On 9 October 2006, the Democratic People's Republic of Korea (DPRK) announced it had conducted an underground nuclear test at the Punggye-ri site in North Hamgyong Province. Seismic stations detected an event of roughly magnitude 4.1, and subsequent atmospheric sampling by the United States detected radionuclides consistent with a nuclear detonation, confirming the explosion was nuclear in nature. Most public yield estimates placed the device at well under one kiloton, leading many analysts to characterize the test as a partial success or "fizzle," though it still established the DPRK as a state capable of detonating a nuclear device.
The test came after years of escalating crisis following North Korea's 2003 withdrawal from the Treaty on the Non-Proliferation of Nuclear Weapons (NPT) and the collapse of the 1994 Agreed Framework with the United States. It also followed DPRK ballistic missile launches in July 2006, which had already prompted UNSC Resolution 1695.
International response was swift. On 14 October 2006, the UN Security Council unanimously adopted Resolution 1718 under Chapter VII of the UN Charter, imposing sanctions including a ban on the supply of major conventional arms, materials related to weapons of mass destruction programs, and luxury goods, and establishing the 1718 Sanctions Committee to monitor implementation. China, the DPRK's principal patron, voted in favor — a notable diplomatic signal.
The test reshaped the Six-Party Talks (involving the DPRK, China, the United States, Russia, Japan, and South Korea), which resumed in December 2006 and produced the February 2007 action plan toward denuclearization. That process ultimately collapsed, and the DPRK conducted further tests in 2009, 2013, twice in 2016, and 2017, each prompting additional Security Council resolutions and tightening sanctions architecture.
Example
In October 2006, after the DPRK announced its first nuclear test, the UN Security Council unanimously passed Resolution 1718 imposing arms and luxury-goods sanctions on Pyongyang.
Frequently asked questions
At the Punggye-ri test site in North Hamgyong Province, in the mountainous northeast of North Korea.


**PROBLEM DETAILS**: Please return all lines in the listing holding the word "pixels".

═══ EXTRACTED INFORMATION ═══

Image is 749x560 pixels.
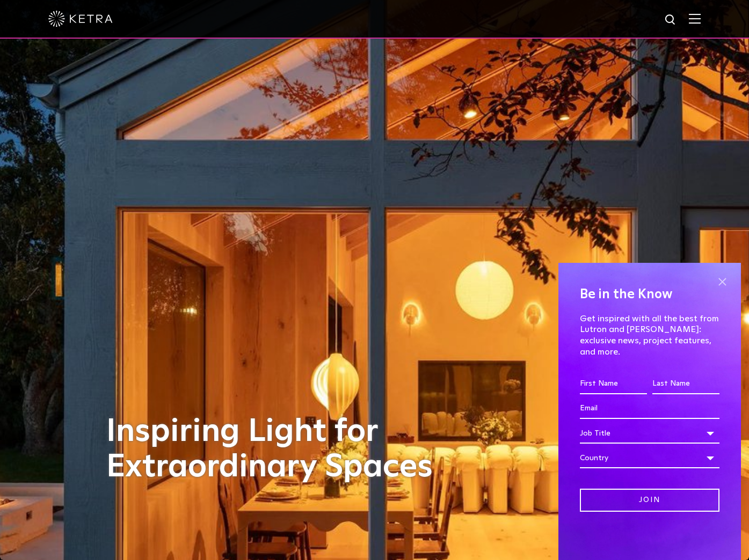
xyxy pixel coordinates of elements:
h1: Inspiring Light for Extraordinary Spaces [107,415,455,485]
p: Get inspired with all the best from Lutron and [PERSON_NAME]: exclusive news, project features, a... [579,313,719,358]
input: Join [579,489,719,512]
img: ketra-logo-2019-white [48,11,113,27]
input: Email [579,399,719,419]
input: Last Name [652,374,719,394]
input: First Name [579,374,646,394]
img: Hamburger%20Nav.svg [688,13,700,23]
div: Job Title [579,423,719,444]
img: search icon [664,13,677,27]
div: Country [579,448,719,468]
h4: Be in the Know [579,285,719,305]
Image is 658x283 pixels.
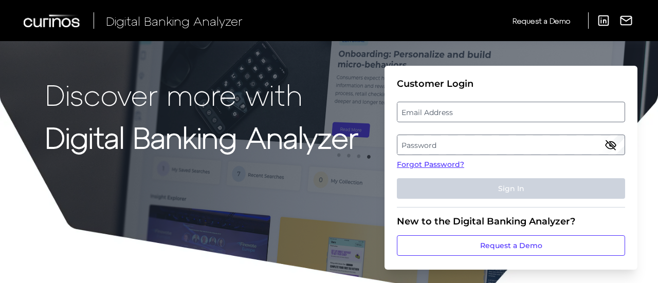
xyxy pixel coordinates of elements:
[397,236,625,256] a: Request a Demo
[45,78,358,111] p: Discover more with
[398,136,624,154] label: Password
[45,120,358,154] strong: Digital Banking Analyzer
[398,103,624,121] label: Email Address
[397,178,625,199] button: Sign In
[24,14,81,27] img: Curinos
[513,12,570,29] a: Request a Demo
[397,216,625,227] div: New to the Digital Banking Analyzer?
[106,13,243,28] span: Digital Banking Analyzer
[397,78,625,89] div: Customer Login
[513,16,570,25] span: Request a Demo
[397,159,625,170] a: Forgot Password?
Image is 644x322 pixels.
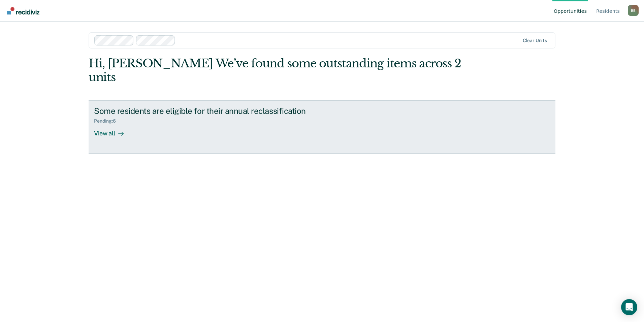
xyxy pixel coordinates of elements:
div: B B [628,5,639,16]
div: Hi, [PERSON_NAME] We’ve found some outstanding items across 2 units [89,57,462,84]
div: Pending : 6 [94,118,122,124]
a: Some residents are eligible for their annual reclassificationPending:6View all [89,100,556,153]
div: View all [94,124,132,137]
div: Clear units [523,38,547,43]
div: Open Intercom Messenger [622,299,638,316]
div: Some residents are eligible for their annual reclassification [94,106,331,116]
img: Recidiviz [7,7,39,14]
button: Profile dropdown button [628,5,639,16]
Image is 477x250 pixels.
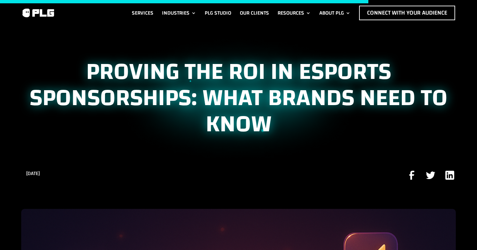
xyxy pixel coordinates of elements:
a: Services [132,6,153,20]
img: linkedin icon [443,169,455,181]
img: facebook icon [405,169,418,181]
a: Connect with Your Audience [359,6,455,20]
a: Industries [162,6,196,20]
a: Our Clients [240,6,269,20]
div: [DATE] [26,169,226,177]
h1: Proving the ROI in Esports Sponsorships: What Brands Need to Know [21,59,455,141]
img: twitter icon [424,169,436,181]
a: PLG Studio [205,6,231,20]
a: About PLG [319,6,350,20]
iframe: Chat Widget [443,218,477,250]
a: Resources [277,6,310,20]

═══
═══ EXTRACTED INFORMATION ═══

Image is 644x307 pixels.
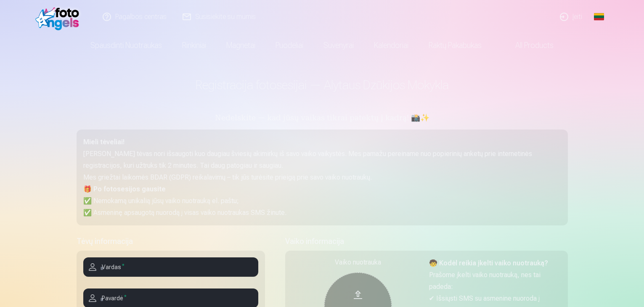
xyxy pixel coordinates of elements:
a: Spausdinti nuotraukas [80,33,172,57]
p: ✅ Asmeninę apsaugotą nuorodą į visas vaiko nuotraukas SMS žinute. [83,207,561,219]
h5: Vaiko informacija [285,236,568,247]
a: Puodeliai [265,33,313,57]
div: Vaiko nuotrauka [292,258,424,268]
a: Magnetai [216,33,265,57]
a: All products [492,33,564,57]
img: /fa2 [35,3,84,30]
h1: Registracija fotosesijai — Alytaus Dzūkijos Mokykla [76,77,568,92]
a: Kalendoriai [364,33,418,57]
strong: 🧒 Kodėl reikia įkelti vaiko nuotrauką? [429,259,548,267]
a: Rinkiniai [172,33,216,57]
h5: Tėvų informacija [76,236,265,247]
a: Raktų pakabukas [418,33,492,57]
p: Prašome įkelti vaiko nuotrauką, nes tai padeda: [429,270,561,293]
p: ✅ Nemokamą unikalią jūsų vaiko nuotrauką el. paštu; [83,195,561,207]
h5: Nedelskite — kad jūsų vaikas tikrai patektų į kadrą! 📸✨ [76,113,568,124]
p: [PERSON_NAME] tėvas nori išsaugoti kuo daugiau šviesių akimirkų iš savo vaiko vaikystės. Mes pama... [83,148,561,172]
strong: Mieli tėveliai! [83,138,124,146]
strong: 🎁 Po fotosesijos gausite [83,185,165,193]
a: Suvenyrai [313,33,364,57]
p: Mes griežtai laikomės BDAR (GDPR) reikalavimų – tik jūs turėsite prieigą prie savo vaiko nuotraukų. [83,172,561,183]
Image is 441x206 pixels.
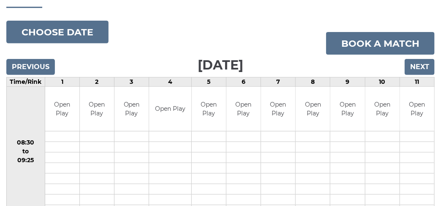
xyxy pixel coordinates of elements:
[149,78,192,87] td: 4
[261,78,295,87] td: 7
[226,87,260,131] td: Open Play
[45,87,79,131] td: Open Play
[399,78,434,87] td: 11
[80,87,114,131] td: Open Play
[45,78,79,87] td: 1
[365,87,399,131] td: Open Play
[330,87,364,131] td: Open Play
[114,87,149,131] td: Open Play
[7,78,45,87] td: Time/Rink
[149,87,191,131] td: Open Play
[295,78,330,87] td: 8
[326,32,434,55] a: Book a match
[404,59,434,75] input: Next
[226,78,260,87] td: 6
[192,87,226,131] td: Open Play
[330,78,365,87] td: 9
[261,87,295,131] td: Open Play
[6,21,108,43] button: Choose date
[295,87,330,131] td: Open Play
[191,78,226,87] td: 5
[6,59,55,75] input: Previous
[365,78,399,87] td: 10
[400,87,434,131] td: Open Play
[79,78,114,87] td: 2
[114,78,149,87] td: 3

═══

**OUTPUT FOR THIS EXERCISE**:
Image is 749x560 pixels.
Image is 658x283 pixels.
Image is 644x322 pixels.
Image is 477x250 pixels.
Image is 644x307 pixels.
Image is 441x206 pixels.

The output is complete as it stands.